Mr Uniatz coughed, peering at him through the darkness with troubled intensity.

"I dunno, boss," he said anxiously. "I never hoid of dis invisible rye. Is dat what de guy has in de bottles in his—"

"Yes, that's it," said the Saint with magnificent presence of mind. "You go on an invisible jag on it and end up by seeing invisible pink elephants. It saves any amount of trouble. Now get hold of your Betsy and shut up, because there may be invisible ears."

The lane ran between almost vertical grass banks topped by stiff thorn hedges, and it was so narrow that a car driven down it would have had no more than a few inches clearance on either side. The car that came up it from the road must have been driven by someone who knew his margins with the accuracy of long experience, for it swooped out of the night so swiftly and suddenly that the Saint's hearing had scarcely made him aware of its approach when it was almost on top of them, its headlights turning the lane into a trench of blinding light. Simon had an instant of desperate indecision while he reckoned their chance of scaling the steep hedge-topped banks and realized that they could never do it in time; and then he wheeled to face the danger with his hand leaping to his gun, Hoppy's movement was even quicker, but it was still too late. Another light sprang up dazzlingly from behind the gates just ahead of them: they were trapped between the two opposing broadsides of eye-searing brilliance and the two high walls of the lane as if they had been caught in a box, and Simon knew without any possibility of self-deception that they were helplessly at the mercy of the men behind the lights.

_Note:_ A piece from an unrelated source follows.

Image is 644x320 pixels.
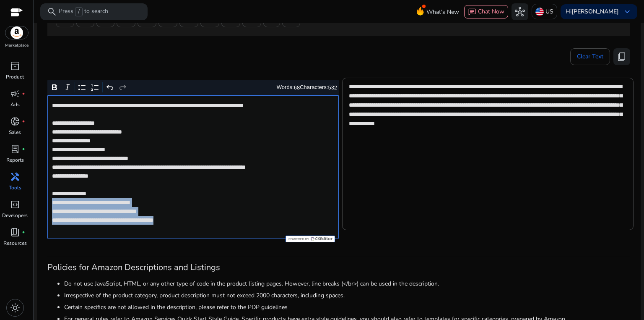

"Put your hands up," ordered a new voice from the car, and the Saint acknowledged to himself how completely and beautifully he had been had.

X

"I might have known you'd be a great organizer, brother," murmured the Saint as he led the way obediently into the library of Gad Cliff House with his hands held high in the air. "But you were certainly in form tonight."

The compliment was perfectly sincere. When Simon Templar fell into traps he liked them to be good ones for the sake of his own self-esteem; and the one he had just walked into so docilely struck him as being a highly satisfactory specimen from every point of view.

It was all so neat and simple and psychologically watertight, once you were let into the secret. He had kept his first appointment with Brenda Marlow as anyone would have known he would. He had been duly suspicious of the second appointment at the crossroads in East Lulworth as he was meant to be. He had accepted it merely as a confirmation of those suspicions when Jopley arrived with the warning of the machine-gun party — exactly as he was meant to do. And with the memory of the proposition he had made to Jopley the night before still fresh in his mind, the rest of the machinery had run like clockwork. He had been so completely disarmed that even Jopley's well-simulated reluctance to lead him into the very trap he was meant to be led into was almost a superfluous finishing touch. A good trap was something that the Saint could always appreciate with professional interest; but a trap within a trap was a refinement to remember. He had announced himself as being in the market for bait, and verily he had swallowed everything that was offered him.

Simon admitted the fact and went on from there. They were in the soup, but even if it was good soup it was no place to stay in. He reckoned the odds dispassionately. Their guns had been taken away from them, but his knife had escaped the search. That was the only asset he could find on his own side — that, and whatever his own quickness of thought was worth, which on its recent showing didn't seem to be very much. And yet no one who looked at him would have seen a trace of the grim concentration that was driving his brain on a fierce, defiant search for the inspiration that would turn the tables again.